Kaggle Solution Walkthroughs: LEAP - Atmospheric Physics using AI (ClimSim) with TeamZ Lab 数据实验室

· Source: Kaggle · Field: Technology & Digital — Artificial Intelligence & Machine Learning, Data Science & Analytics, Software Development & Engineering · Depth: Intermediate, medium

Summary

A data science competition team from China, with multiple Kaggle medals, details their winning solution for a multi-label regression task. Their approach involved extensive data processing, utilizing 75 million samples from low-resolution datasets (years 1-8) for training and 0.8 million samples for validation. Key to their success was a training method that initially trained on all 386 labels, then fine-tuned the model seven times, once for each of seven distinct label groups, achieving a score improvement of at least 0.001. They employed a cosine scheduler with restart and early stopping (9 epochs, two periods of 3 and 6 epochs) and optimized with Smooth L1 loss and an auxiliary difference loss. Their models primarily leveraged LSTM architectures, outperforming CNNs and Transformers, and incorporated residual connections for faster convergence and better performance.
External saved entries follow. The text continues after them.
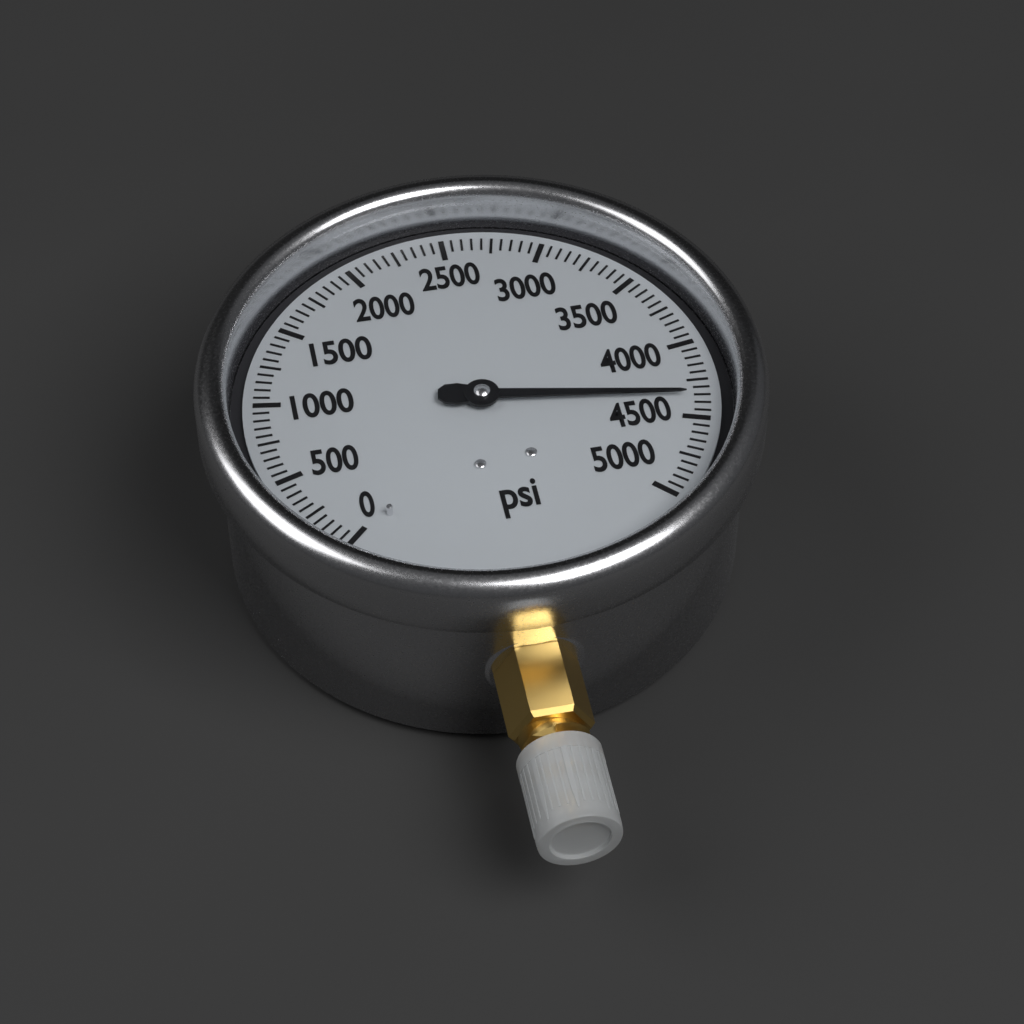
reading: 4350 psi
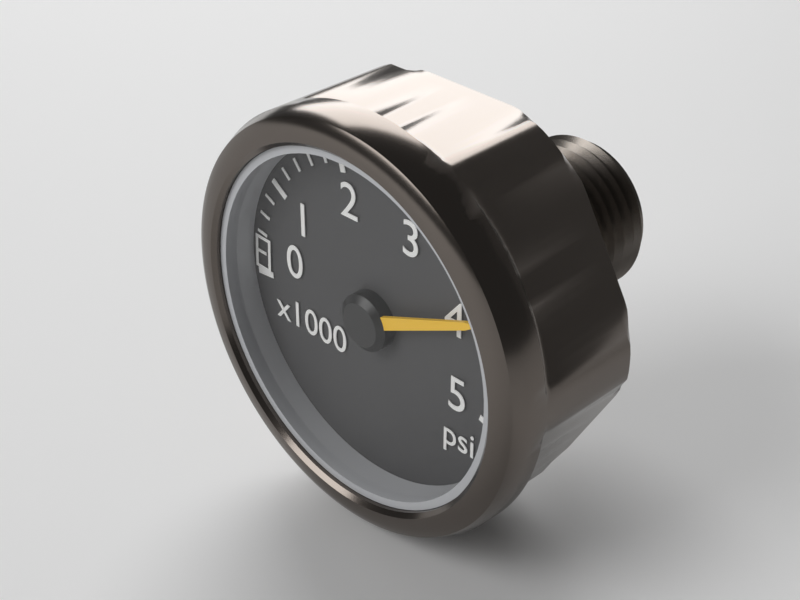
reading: 4000 psi
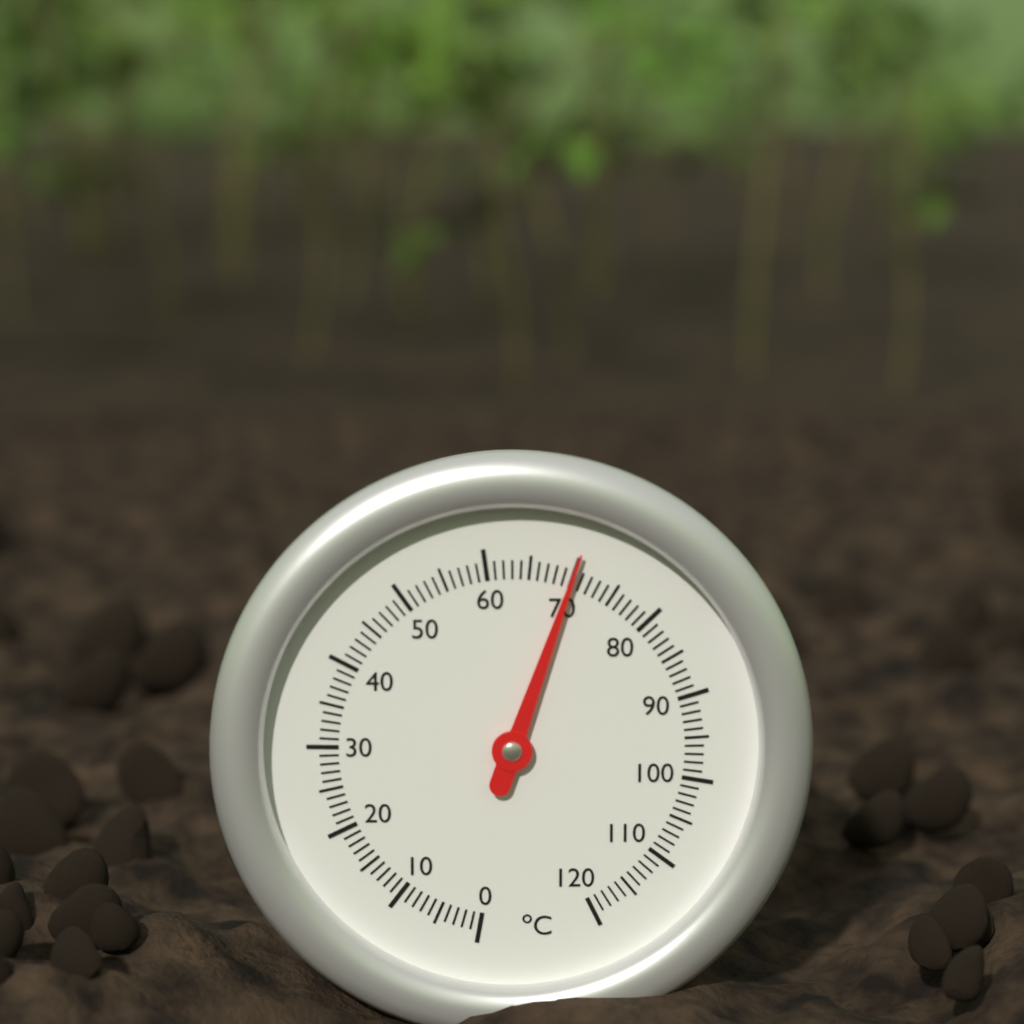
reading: 70 °C
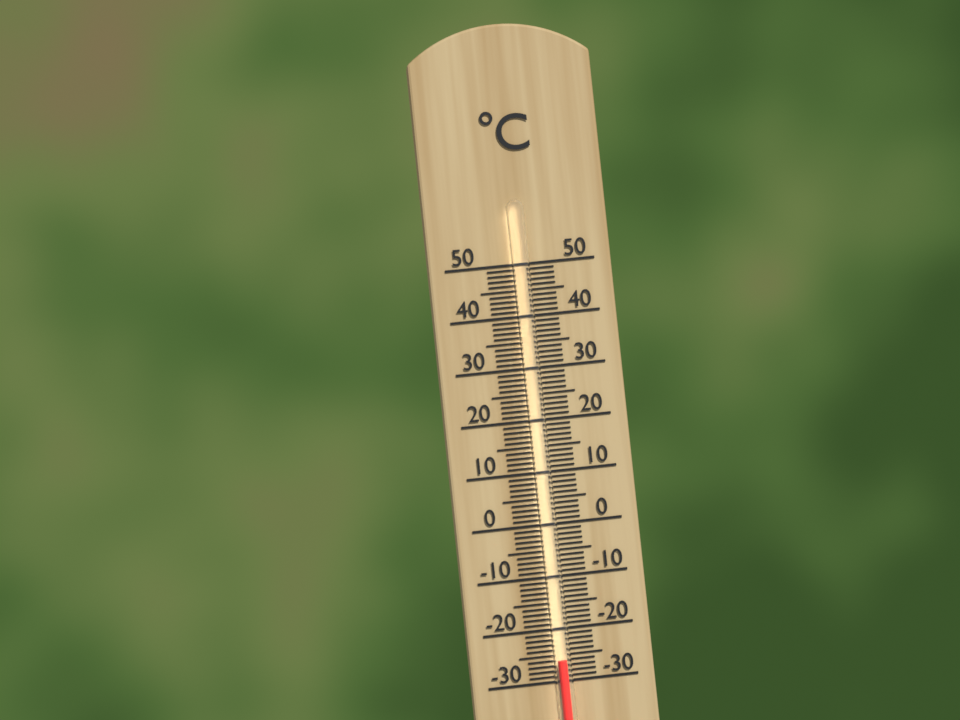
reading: -26 °C
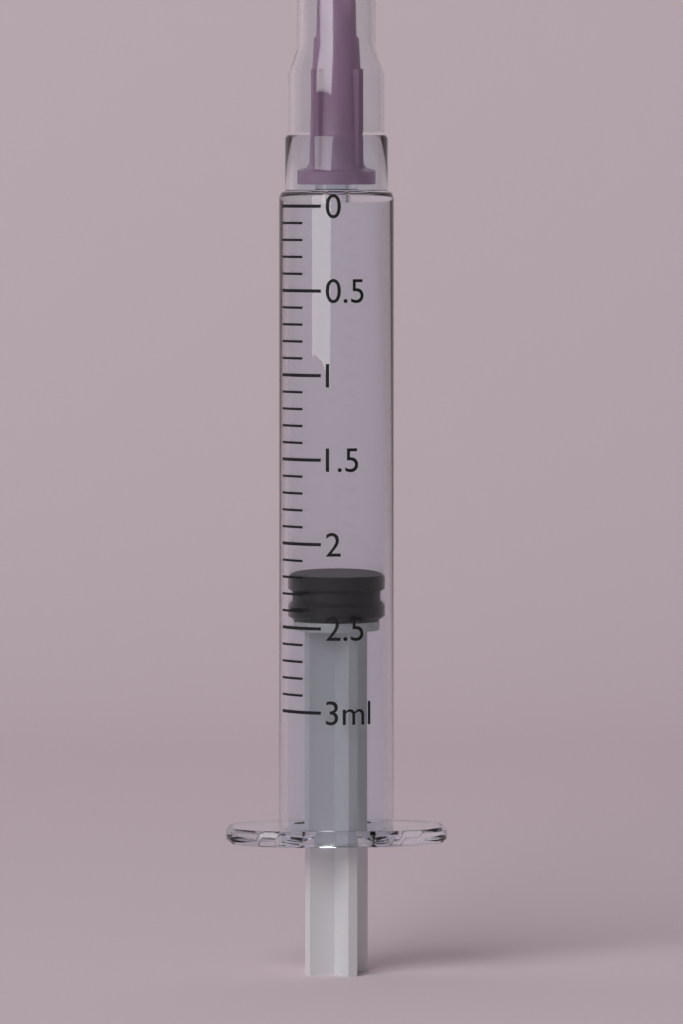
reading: 2.2 ml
Ensemble methods, including hill climbing with negative weights, combined diverse LSTM-based models, some with convolutional encoders or MemNN blocks, to achieve top scores.

Key takeaway

For data scientists and ML engineers tackling multi-label regression problems, consider adopting a staged training approach. First, train a comprehensive model, then fine-tune it specifically for distinct groups of related labels. This strategy, combined with robust LSTM architectures and a cosine learning rate scheduler with restarts, can significantly boost model performance and help escape local minima, as demonstrated by a 0.001 score improvement in a competitive setting.

Key insights

Group-wise fine-tuning and LSTM-based architectures significantly enhance multi-label regression performance.

Principles

Method

Train a multi-label model on all targets, then fine-tune it iteratively for specific label groups, adjusting the loss to focus on one group at a time.

In practice

Topics

Best for: Machine Learning Engineer, Data Scientist, AI Student

Related on AIssential

Open in AIssential →

Editorial summary, takeaway, and curation by AIssential. Original article published by Kaggle.